KiOR: The Inside True Story of a Company Gone Wrong. Part 4, the Year of Living Disingenuously

September 18, 2016 |

It is difficult to imagine how a company could have better conveyed an attitude of fear of independent review, as if there was a scam in the works and a rush to transfer ownership to duped retail investors as soon as humanly possible.

O’Connor reaches out to Khosla Ventures, and is rebuffed

According to the State of Mississippi, “on February 8, 2012, O’Connor requested that Vinod Khosla and Samir Kaul schedule a time to speak with him,” concerning the state of technology development. Kaul refused to speak with O’Connor.

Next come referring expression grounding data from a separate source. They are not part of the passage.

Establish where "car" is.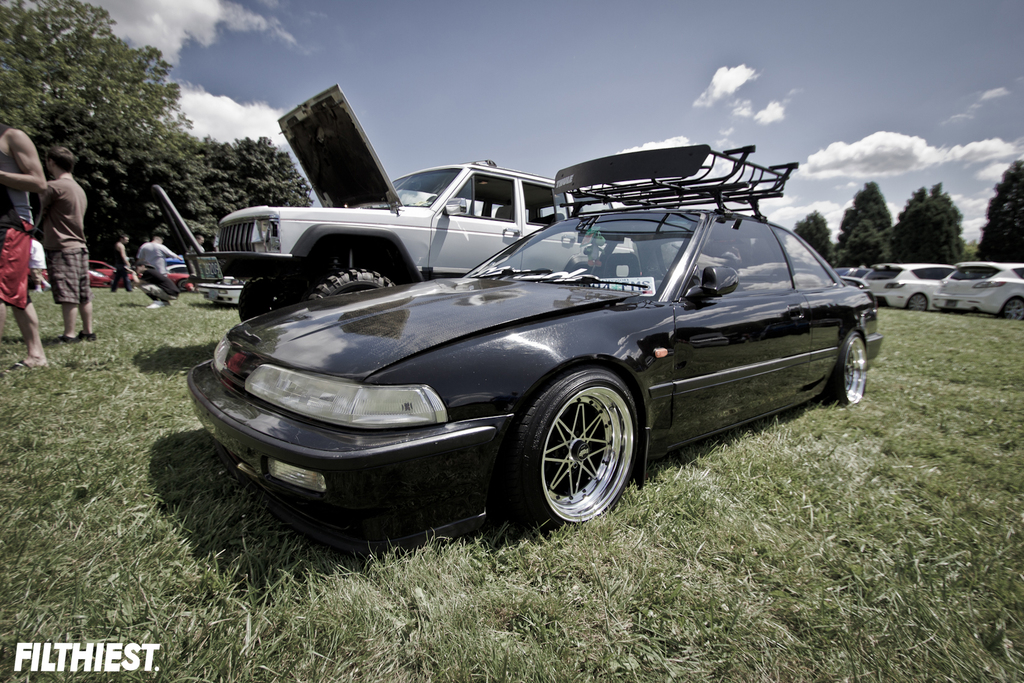
Established at x1=932 y1=263 x2=1023 y2=322.
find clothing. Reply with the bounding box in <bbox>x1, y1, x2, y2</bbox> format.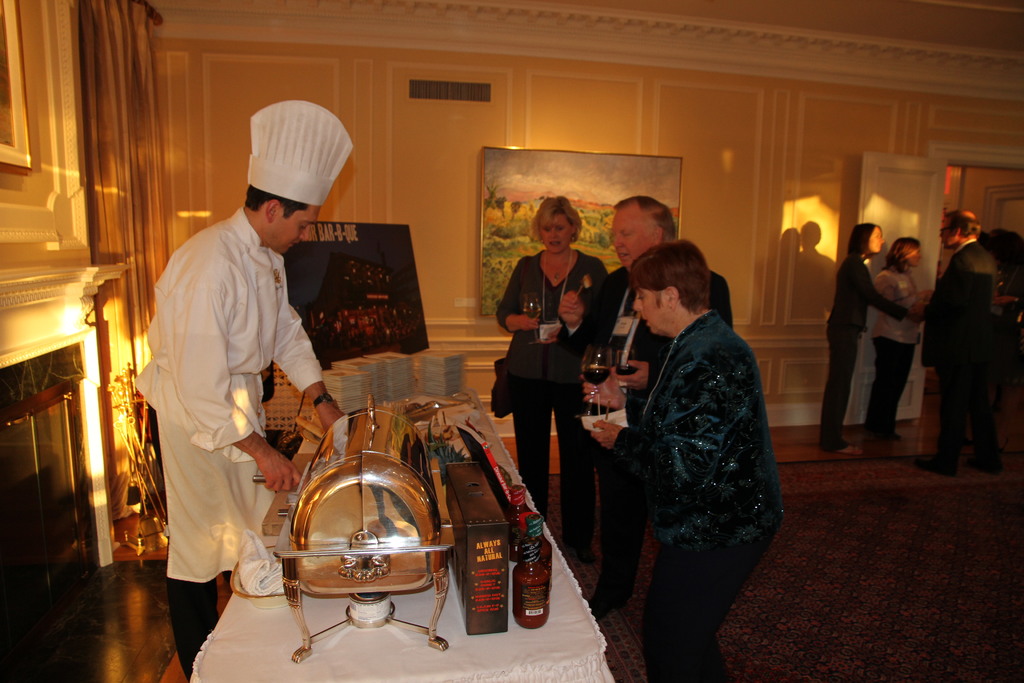
<bbox>920, 235, 998, 488</bbox>.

Mississippi alleges that Kaul’s motives were “an effort to conceal his role and the role of his boss, Vinod Khosla, in the cover-up of the actual yields being achieved in KiOR’s pilot and demonstration units.” But there is no confirming evidence of this.

The Technology Review

On March 2nd, Paul O’Connor wrote to Stamires, and said, “this is really very weird/strange”. KiOR had a draft agenda for a Technology Review scheduled to take place on March 8th. The draft had a list of speakers and invited staff. No Stamires. Only a handful of subjects to be discussed.

“It was a fiasco,” said a KiOR team member who attended. “The discussion was heavily censored and rehearsed, and it certainly did not answer any of O’Connor’s questions regarding actual bio-oil yields and related costs. it was rigged and staged, full of smoke and mirrors.”

By this time, O’Connor was on a hunt for answers, in order to report back to the Board on the actual status of the technology. During his visit to Houston for the Review, O’Connor met privately with Stamires and discussed extensively the proceedings of the meeting, and discussed the prospect of both men making a visit to Vinod Khosla in California.